It’s hard to measure such things, but it appears that one of the most circulated future-of-news blog items this week is Leah Betancourt’s Mashable entry How Social Media is Radically Changing the Newsroom [768 Retweets, 202 Delicious bookmarks].
Betancourt, digital community manager for the Minneapolis Star Tribune, covers ground familiar to those who follow the social media/journalism scene: Recent controversies, newsroom managers’ comments, common-sense rules, etc.
Two items stood out.
- The Society of Professional Journalists is not contemplating updating its code of ethics to accommodate newsroom use of social media.
- The Roanoke Times News is a leader in the profession, having crafted an impressive newsroom social media policy. Much of it represents basic journalistic hygiene. But it includes a few acute pointers:
Why?
SPJ Ethics Committee chair Andy Schotz explains that the core principles are, essentially, platform neutral: “I think there’s ample guidance in the code as it is,” he said. “The concepts are most important, not the medium or the technology.”
Don’t flack yourself. Take care not to sensationalize or misrepresent your article in a Tweet to promote it.
Contain your Facebook enthusiasms. What could appear an innocuous thumbs-up of [say] a local restaurant could later on be taken as evidence of bias in a story you’re reporting.
Betancourt of course follows this stuff closely.
Her Twitter feed recently featured a link to this Read/Write/Web provocation: Are Trolls Ruining Social Media? In the post author Sarah Perez discusses how online anonymity enables bad behavior on the social web, and wonders aloud whether something needs to be done to “force the trolls out into the light.”
Check out the comments: 44 at last count, many of them a hoot. None anonymous.
Pseudononymous? That’s another question.
Conversation Stopper
Emerson College journalism professor Jerry Lanson really flipped down the gauntlet in an op-ed appearing on the Christian Science Monitor website that argues journalism is failing due to reporters’ arrogance, elitism and dullness. (And that’s just by the second paragraph.) He calls for journalists to “reclaim their populist roots” and connect directly with readers.
That could have triggered a great online discussion about the future of journalism.
Alas: the Christian Science Monitor website does not permit reader comments.
And Finally
Andrew Keen, author of the anti-social-web jeremiad The Cult of the Amateur, has signed a new book deal with St. Martin’s Press, tentatively titled Digital Vertigo: Inequality, Anxiety and Isolation in the Social Media Age.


## What the task asks
Copy out each line of the data below in which "tier" appears.

Data extracted from a collection:
•••••

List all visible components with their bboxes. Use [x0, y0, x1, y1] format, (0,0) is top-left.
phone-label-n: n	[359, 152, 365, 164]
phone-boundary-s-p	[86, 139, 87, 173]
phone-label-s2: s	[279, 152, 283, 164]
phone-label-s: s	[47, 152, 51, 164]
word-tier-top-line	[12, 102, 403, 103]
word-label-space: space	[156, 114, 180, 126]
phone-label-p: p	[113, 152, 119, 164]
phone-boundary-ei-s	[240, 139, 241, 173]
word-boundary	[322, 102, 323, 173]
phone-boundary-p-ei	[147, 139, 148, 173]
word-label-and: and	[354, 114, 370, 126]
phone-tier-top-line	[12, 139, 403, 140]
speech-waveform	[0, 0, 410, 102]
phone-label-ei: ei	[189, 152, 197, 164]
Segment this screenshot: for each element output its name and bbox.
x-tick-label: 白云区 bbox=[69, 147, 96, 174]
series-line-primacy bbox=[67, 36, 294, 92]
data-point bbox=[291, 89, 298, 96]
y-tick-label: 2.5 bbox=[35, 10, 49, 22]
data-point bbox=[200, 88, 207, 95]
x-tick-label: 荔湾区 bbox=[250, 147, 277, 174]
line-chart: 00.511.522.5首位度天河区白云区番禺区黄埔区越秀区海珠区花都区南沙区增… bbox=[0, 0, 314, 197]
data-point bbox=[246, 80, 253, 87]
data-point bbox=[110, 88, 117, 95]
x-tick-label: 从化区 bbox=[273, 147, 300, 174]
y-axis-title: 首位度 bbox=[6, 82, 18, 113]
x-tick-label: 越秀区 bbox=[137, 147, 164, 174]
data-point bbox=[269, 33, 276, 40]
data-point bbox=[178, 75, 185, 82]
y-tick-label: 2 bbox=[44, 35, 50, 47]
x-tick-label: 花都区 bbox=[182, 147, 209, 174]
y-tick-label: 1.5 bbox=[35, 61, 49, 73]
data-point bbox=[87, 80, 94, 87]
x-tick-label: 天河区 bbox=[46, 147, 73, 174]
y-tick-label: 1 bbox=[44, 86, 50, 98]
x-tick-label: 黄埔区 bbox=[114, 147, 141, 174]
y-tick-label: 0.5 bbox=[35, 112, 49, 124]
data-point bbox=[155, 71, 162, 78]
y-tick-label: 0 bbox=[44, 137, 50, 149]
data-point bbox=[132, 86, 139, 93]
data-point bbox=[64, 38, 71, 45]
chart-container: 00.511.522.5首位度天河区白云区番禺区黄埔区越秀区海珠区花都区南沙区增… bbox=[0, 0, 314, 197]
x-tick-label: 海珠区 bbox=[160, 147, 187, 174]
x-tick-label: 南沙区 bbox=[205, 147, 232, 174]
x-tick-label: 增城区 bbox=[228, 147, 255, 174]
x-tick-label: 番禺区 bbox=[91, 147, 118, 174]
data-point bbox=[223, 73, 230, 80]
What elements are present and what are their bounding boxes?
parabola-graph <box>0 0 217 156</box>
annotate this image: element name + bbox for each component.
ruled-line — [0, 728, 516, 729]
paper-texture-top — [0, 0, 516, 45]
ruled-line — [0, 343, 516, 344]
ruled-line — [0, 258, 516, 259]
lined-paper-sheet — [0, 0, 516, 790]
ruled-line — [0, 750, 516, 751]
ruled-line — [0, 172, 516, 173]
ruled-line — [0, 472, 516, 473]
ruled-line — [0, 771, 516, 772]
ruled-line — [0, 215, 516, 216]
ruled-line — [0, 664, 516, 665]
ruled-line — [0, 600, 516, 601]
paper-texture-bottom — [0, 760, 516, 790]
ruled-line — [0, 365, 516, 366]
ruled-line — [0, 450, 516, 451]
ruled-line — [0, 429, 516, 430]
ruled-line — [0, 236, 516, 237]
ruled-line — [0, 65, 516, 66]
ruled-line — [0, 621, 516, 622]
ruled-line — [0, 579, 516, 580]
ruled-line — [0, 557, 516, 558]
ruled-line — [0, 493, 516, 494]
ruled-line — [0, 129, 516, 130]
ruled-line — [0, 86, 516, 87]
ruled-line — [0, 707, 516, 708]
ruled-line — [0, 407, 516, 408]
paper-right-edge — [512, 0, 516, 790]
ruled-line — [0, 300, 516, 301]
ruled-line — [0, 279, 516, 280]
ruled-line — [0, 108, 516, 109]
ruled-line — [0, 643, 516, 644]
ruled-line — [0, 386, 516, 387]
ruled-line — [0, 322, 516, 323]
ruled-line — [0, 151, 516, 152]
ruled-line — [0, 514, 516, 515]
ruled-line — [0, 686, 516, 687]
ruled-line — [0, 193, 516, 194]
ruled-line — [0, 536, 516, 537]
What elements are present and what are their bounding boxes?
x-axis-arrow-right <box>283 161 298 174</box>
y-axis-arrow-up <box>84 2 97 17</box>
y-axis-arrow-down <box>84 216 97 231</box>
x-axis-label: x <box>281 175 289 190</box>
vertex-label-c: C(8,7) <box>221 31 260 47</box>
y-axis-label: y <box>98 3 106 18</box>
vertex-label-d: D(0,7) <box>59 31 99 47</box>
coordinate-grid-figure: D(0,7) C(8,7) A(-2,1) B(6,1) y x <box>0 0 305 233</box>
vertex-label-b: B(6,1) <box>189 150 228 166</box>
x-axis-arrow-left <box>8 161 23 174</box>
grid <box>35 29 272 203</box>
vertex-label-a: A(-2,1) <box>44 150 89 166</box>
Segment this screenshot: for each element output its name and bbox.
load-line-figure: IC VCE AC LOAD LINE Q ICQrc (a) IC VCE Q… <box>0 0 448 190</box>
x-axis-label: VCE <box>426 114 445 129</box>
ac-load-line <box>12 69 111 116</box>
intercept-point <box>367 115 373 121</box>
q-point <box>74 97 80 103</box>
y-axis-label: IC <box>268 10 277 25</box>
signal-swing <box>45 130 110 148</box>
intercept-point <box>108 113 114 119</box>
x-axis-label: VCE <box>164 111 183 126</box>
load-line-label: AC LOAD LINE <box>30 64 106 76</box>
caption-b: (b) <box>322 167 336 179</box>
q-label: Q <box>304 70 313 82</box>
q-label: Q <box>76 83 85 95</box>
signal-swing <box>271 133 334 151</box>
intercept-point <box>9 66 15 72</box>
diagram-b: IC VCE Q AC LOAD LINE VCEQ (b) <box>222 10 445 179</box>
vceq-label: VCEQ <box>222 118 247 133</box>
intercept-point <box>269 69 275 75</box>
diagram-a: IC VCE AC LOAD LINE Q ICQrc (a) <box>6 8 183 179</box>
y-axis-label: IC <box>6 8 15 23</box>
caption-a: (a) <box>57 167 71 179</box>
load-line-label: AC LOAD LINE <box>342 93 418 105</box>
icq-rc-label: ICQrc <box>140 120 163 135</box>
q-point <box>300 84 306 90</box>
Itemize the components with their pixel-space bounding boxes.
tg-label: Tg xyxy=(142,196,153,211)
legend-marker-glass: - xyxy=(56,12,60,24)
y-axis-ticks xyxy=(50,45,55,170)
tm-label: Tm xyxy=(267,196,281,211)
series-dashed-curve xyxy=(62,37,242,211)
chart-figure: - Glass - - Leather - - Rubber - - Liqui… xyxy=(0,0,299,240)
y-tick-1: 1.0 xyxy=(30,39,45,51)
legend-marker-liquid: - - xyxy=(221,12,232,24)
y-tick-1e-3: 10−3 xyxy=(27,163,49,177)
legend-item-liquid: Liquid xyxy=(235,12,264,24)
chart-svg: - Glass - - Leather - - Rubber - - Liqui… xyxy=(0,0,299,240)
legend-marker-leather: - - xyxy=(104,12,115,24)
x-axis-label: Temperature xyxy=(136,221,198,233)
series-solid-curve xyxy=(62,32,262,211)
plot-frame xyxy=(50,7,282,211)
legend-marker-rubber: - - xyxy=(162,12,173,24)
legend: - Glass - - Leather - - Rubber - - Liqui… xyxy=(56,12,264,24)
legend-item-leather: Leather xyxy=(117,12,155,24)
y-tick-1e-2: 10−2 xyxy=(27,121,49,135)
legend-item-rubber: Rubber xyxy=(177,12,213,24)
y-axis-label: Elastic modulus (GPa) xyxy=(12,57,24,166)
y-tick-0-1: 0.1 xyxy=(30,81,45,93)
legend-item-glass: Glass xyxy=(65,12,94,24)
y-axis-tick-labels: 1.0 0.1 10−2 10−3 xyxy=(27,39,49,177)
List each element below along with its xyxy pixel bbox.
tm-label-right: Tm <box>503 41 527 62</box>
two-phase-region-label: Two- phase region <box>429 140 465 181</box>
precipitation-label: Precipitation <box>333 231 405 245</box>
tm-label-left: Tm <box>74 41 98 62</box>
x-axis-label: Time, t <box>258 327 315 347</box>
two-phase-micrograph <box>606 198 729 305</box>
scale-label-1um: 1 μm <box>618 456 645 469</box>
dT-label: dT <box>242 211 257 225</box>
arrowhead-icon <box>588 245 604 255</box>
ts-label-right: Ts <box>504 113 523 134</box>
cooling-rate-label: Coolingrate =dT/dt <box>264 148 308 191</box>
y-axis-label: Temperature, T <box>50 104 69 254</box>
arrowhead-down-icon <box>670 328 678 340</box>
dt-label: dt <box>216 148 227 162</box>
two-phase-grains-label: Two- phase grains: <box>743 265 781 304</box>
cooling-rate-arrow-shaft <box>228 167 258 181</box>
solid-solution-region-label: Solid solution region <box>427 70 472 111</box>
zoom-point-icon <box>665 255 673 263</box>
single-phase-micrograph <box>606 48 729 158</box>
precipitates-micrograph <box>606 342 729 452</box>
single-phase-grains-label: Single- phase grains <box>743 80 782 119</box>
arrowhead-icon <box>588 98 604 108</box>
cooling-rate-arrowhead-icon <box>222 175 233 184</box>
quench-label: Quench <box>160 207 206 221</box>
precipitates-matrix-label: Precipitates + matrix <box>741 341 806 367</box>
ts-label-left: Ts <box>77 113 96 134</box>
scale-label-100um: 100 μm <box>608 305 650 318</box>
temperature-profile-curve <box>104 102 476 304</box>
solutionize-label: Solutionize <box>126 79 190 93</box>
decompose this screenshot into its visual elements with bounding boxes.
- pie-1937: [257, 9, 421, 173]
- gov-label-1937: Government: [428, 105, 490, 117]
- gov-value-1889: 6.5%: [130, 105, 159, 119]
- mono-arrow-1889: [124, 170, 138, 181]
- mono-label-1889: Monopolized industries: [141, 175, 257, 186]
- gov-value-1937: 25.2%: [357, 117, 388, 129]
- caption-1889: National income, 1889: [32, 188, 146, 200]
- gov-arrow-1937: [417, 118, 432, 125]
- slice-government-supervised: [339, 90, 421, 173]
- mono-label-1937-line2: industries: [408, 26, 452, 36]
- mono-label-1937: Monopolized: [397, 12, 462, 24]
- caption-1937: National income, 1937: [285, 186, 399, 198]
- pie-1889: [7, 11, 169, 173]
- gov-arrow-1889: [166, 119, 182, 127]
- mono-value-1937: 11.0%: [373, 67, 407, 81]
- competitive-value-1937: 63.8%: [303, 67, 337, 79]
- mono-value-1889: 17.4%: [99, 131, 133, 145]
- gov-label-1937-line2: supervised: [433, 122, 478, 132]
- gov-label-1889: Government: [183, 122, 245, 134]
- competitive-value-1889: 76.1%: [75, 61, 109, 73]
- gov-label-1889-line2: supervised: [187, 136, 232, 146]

•••••

## Result of this task
word-tier-top-line	[12, 102, 403, 103]
phone-tier-top-line	[12, 139, 403, 140]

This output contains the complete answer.